Mathilde thought it very possible, and went away to get dressed. She went into her own room and shut the door sharply behind her.

All the time she was dressing she tried to rehearse her case—that it was her life, her love, her chance; but all the time she had a sickening sense that a lifted eye-brow of her mother’s would make it sound childish and absurd even in her own ears. She had counted on a long evening, but when she went down-stairs she found three or four friends of her mother’s were to dine and go to the theater. The dinner was amusing, the talk, though avowedly hampered by the presence of Mathilde, was witty and unexpected enough; but Mathilde was not amused by it, for she particularly dreaded her mother in such a mood of ruthless gaiety. At the theater they were extremely critical, and though they missed almost the whole first act, appeared, in the entr’acte, to feel no hesitation in condemning it. They spoke of French and Italian actors by name, laughed heartily over the playwright’s conception of social usages, and made Mathilde feel as if her own unacknowledged enjoyment of the play was the guiltiest of secrets.

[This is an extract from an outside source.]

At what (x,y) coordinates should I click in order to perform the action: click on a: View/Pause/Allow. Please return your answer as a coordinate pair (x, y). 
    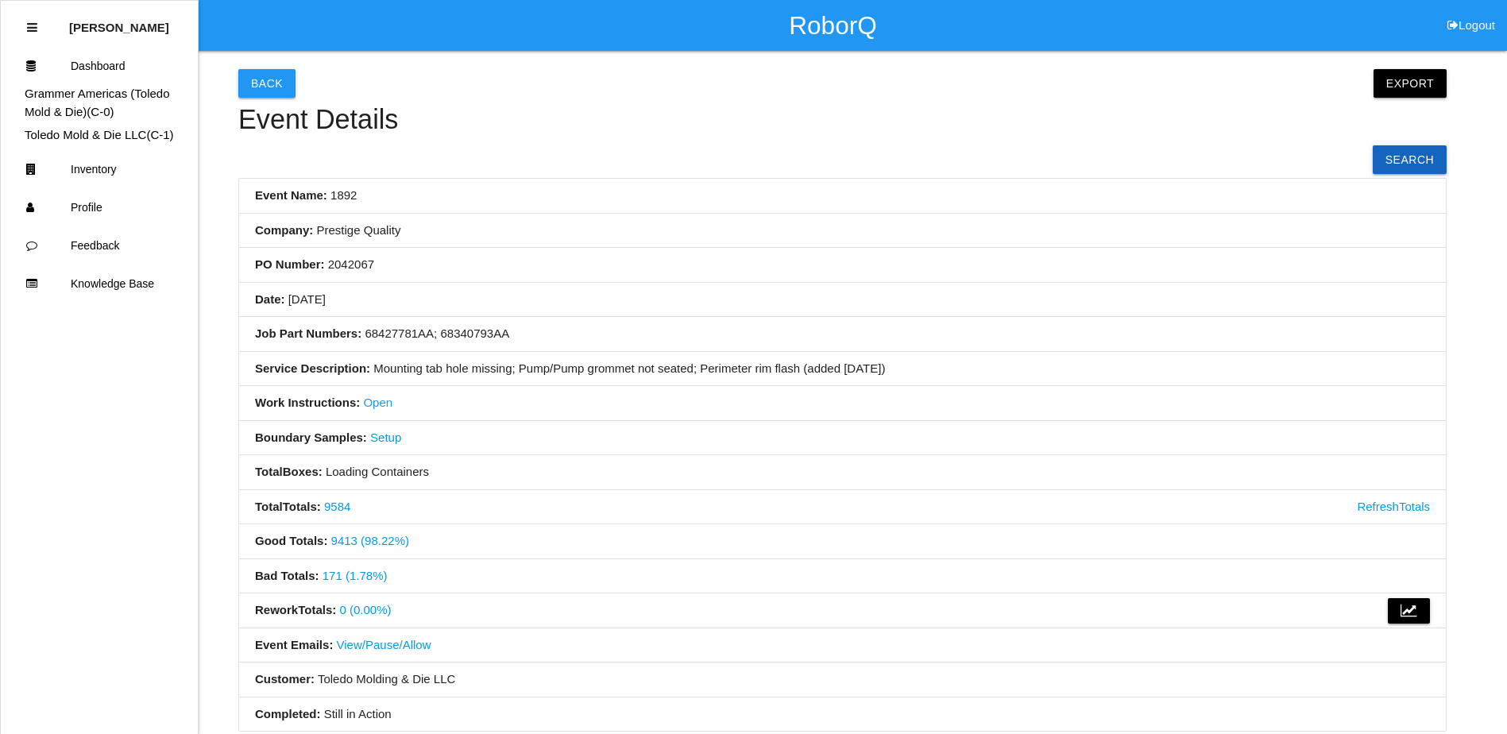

As they drove home, she was again alone with her mother, and she said at once the sentence she had determined on:

“I don’t think you understood, Mama, how seriously I meant what I said this afternoon.”

Mrs. Farron was bending her long-waisted figure forward to get a good look at a picture which, small, lonely, and brightly lighted, hung in a picture-dealer’s window. It was a picture of an empty room. Hot summer sunlight filtered through the lowered Venetian blinds, and fell in bands on the golden wood of the floor. Outside the air was burned and dusty, but inside the room all was clear, cool, and pure.

“How perfect his things are,” murmured Mrs. Farron to herself, and then added to her daughter: “Yes, my dear, I did take in what you said. You really think you are in love with this Wayne boy, don’t you? It’s immensely to your credit, darling,” she went on, her tone taking on a flattering sweetness, “to care so much about any one who has such funny, stubby little hands—most unattractive hands,” she added almost dreamily.

There was a long pause during which an extraordinary thing happened to Mathilde. She found that it didn’t make the very slightest difference to her what her mother thought of Pete or his hands, that it would never make any difference to her again. It was as if her will had suddenly been born, and the first act of that will was to decide to go with the man she loved. How could she have doubted for an instant? It was so simple, and no opposition would or could mean anything to her. She was not in the least angry; on the contrary, she felt extremely pitiful, as if she were saying good-by to some one who did not know she was going away, as if in a sense she had now parted from her mother forever. Tears came into her eyes.

“Ah, Mama!” she said like a sigh.

Mrs. Farron felt she had been cruel, but without regretting it; for that, she thought, was often a parent’s duty.

“I don’t want to hurt your feelings, Mathilde. The boy is a nice enough little person, but really I could not let you set off for China at a minute’s notice with any broker’s clerk who happened to fall in love with your golden hair. When you have a little more experience you will discriminate between the men you like to have love you and the men there is the smallest chance of your loving. I assure you, if little Wayne were not in love with you, you would think him a perfectly commonplace boy. If one of your friends were engaged to him, you would be the first to say that you wondered what it was she saw in him. That isn’t the way one wants people to feel about one’s husband, is it? And as to going to China with him, you know that’s impossible, don’t you?”